Prom season is upon us. We all know what that means: More American adults are doing their proms all over again.
A New York Times headline about a growing number of adults says they are taking “A Second Shot to Have the Best Night of their Lives.”
And carry on like a bunch of retrograde adolescents.
The modern prom, reports Slate, “may be traced to the Ivy League and the annual tradition of a ‘presentation week,’ during which formal dress and dancing accompanied a promenade concert.”
Not content with only the well-to-do experiencing the awkwardness and misery of the prom, high schools across America embraced it, particularly after World War II. Now the prom is a rite of passage for American teens everywhere, with many blowing thousands of dollars on their big nights.
But I certainly wouldn’t want to do my prom over.
I didn’t know my date very well. She was in my photography class, very pretty and, more importantly, still available.
When she agreed to go with me, she greatly disrupted the Bethel Park High School prom-date pecking order. Whereas my date greatly raised my social status - even my friends and family were shocked she’d go with me - I lowered hers.
She was awfully sore about it.
“I heard about you,” she told me at our pre-prom date. “A regular class clown! You better not show up in a limo, wear a top hat or cane or do anything else to embarrass me!”
That set the tone for an incredibly unpleasant weekend.
We got lost on the way to the prom, lost on the way to my friend Cook’s cabin in Ohio and lost on the way home. My first foray into the adult world was rough, to be sure - a precursor, regrettably, of many more unpleasant adult experiences to come.
Similarly awkward prom experiences may motivate the growing number of adults trying to “get it right” during a second round.
But there are no “do overs” in life. Didn’t novelist Thomas Wolfe make it clear that we “can’t go home again”?
The prom is supposed to be a teen’s first foray into the adult world, not an adult’s eager return to adolescence.
That’s not stopping ever more “adults” from trying. Too many are not just doing their proms over, they’re doing summer camps over, too - another hot trend.
To be sure, a growing desire for perpetual adolescence among today’s “adults” is revealing itself all over the place - from delaying moving out of their parents’ homes to delaying marriage and parenthood. That same desire leads Hollywood to keep recycling favorite movies and TV shows from their adolescence.
Look, if you had an unpleasant prom experience when you were 18, as I did, those are the breaks.
I wrote an earlier, light-hearted newspaper column about my experience. It was published all over the country.
After that piece ran, I bumped into my old prom date at the grocery store. She still looked great, but, boy, she was really sore now.
It turns out her husband was so delighted by her rare rude behavior - so delighted, for once, that she, not he, was the one deserving a lecture - he carries the column around in his wallet, showing it enthusiastically to total strangers.
The joy I get from that story almost makes my lousy prom experience worthwhile - but certainly not enough to make me want to do the prom all over again.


▸ **Task description**: For this exercise, retype each line of the material below verbatim and omit any picture.

▸ **Supplied records**:
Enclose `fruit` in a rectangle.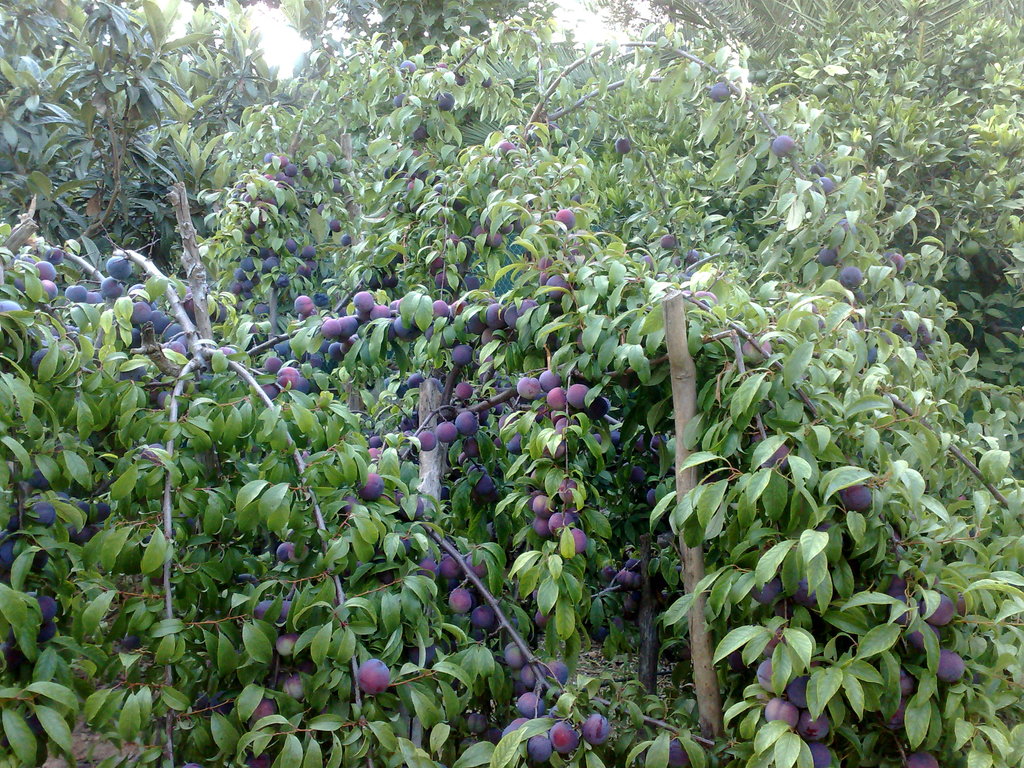
x1=884, y1=253, x2=906, y2=273.
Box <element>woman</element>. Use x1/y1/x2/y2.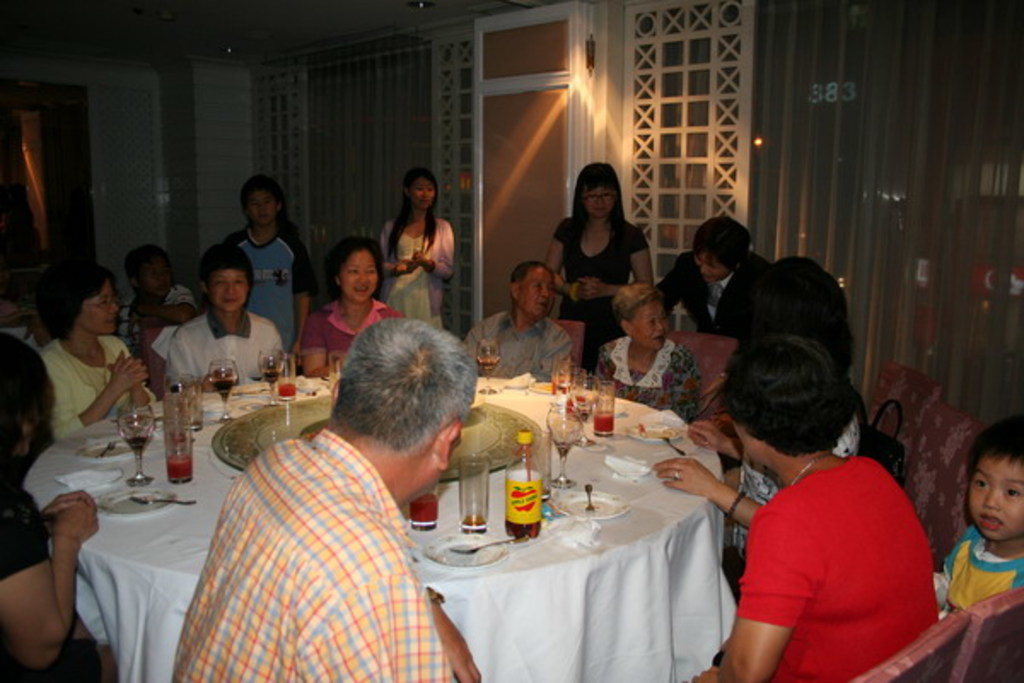
544/164/655/376.
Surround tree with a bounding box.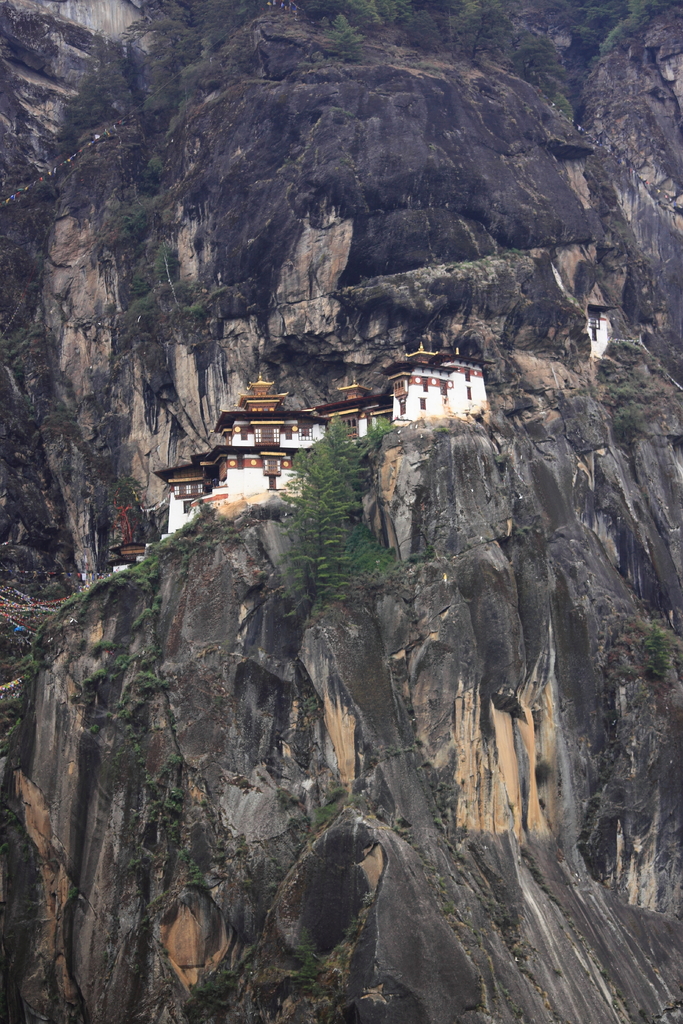
(left=317, top=6, right=373, bottom=63).
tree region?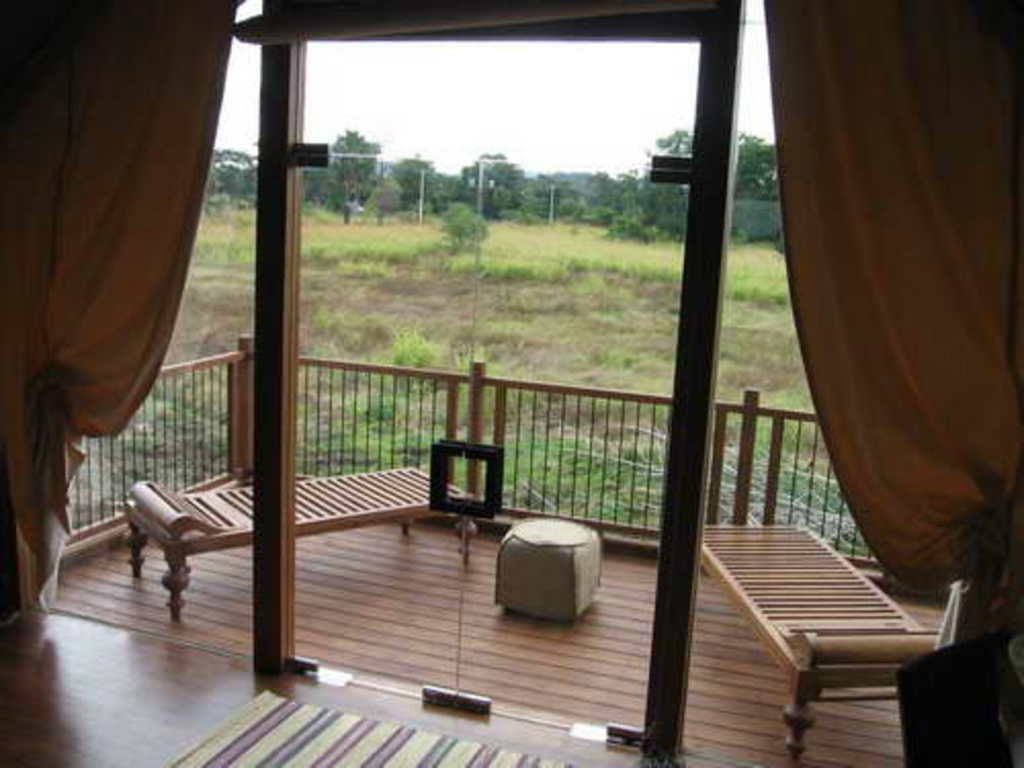
(left=520, top=160, right=590, bottom=231)
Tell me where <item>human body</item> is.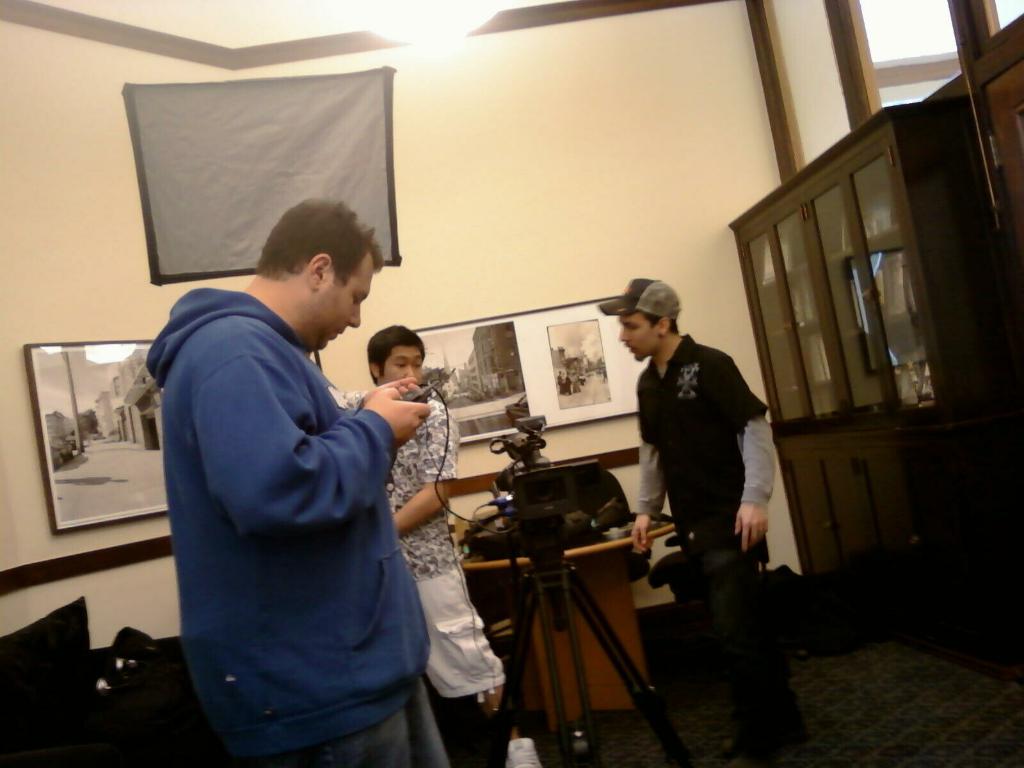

▸ **Expected answer**:
Enclose `fruit` in a rectangle.
x1=884, y1=253, x2=906, y2=273.
Box <element>woman</element>. Use x1/y1/x2/y2.
544/164/655/376.
Surround tree with a bounding box.
(left=317, top=6, right=373, bottom=63).
tree region?
(left=520, top=160, right=590, bottom=231)
Tell me where <item>human body</item> is.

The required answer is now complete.